Three Artisans, Three Approaches: How Cuenca's Poncho Tradition Is Staying Alive

You've seen the ponchos at the markets. Maybe you've bought one. But have you ever watched one being made?
A new feature in El Mercurio profiles three artisans in and around Cuenca who are keeping the poncho tradition alive — each in a very different way. Together, they tell the story of a craft that's under pressure from cheap imports but refusing to disappear.
Leonardo de la Torre — The Traditionalist
Leonardo runs Yarik Artesanías out of a workshop in Sinincay, with a retail shop downtown.
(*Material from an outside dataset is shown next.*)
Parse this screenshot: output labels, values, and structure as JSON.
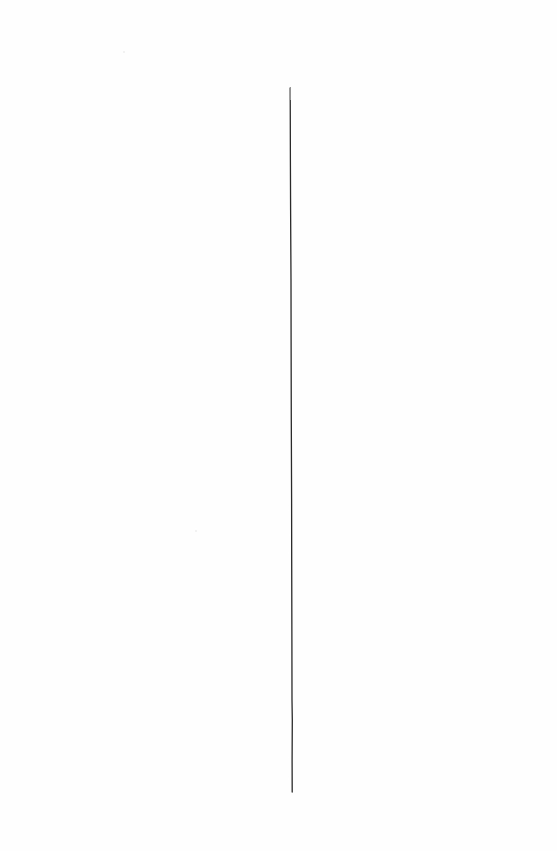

Originally from Ilumán in Otavalo province, he works a traditional Andean loom — the same kind his family has used for generations.
Each poncho requires threading roughly 1,100 individual strands during the warping process alone. The full production cycle can take up to 40 hours.
But the market has shifted. As Leonardo puts it: "Artisanal work was highly valued 10 years ago, but this has diminished." Competition from machine-made imports has pushed handmade prices down even as production costs stay the same.
His ponchos start at $25, depending on the materials and complexity.
Silvia Zeas — The Designer
Silvia works from the Cristo del Consuelo area in San Joaquín, where she applies an academic design lens to traditional techniques. Her materials include cotton, alpaca, merino wool, and synthetic blends — chosen for durability and wearability, not just tradition.
Her pieces run over $300 and target a different market entirely: buyers who see the poncho as contemporary fashion, not souvenir.
"As designers we can strengthen cultural elements and textile techniques that don't exist elsewhere," she told El Mercurio. Her argument is that innovation doesn't dilute tradition — it keeps it relevant.
Carmen Cuji — The Teacher
Carmen came to Cuenca from Chimborazo and works out of CEMUART (the municipal artisan center downtown). She learned hand embroidery from her mother, Tránsito Gómez, and has since trained approximately 100 students in the craft.
Her embroidered ponchos start at $40, and each one takes 8 to 24 hours of handwork. The embroidery is the part that can't be faked — it's what separates a market-stall poncho from a piece of wearable art.
The Bigger Picture
The article also highlights the macana from Gualaceo — ponchos and shawls made using the Ikat dyeing technique by the Jiménez family. It's one of the most recognized textile traditions in Ecuador and a point of regional pride.
What all three artisans share is a tension between preservation and survival. The craft is gorgeous, the skills are deep, and the economics are brutal. Every poncho you buy from a workshop like these is a vote for the tradition continuing.
Where to Find Them
- Yarik Artesanías — downtown Cuenca (Benigno Malo near La Mar)
- CEMUART — downtown (General Torres near Presidente Córdova)
- Silvia Zeas — San Joaquín area (contact through local design networks)
If you're looking for a meaningful Cuenca souvenir or gift, skip the tourist shops. Go to the source.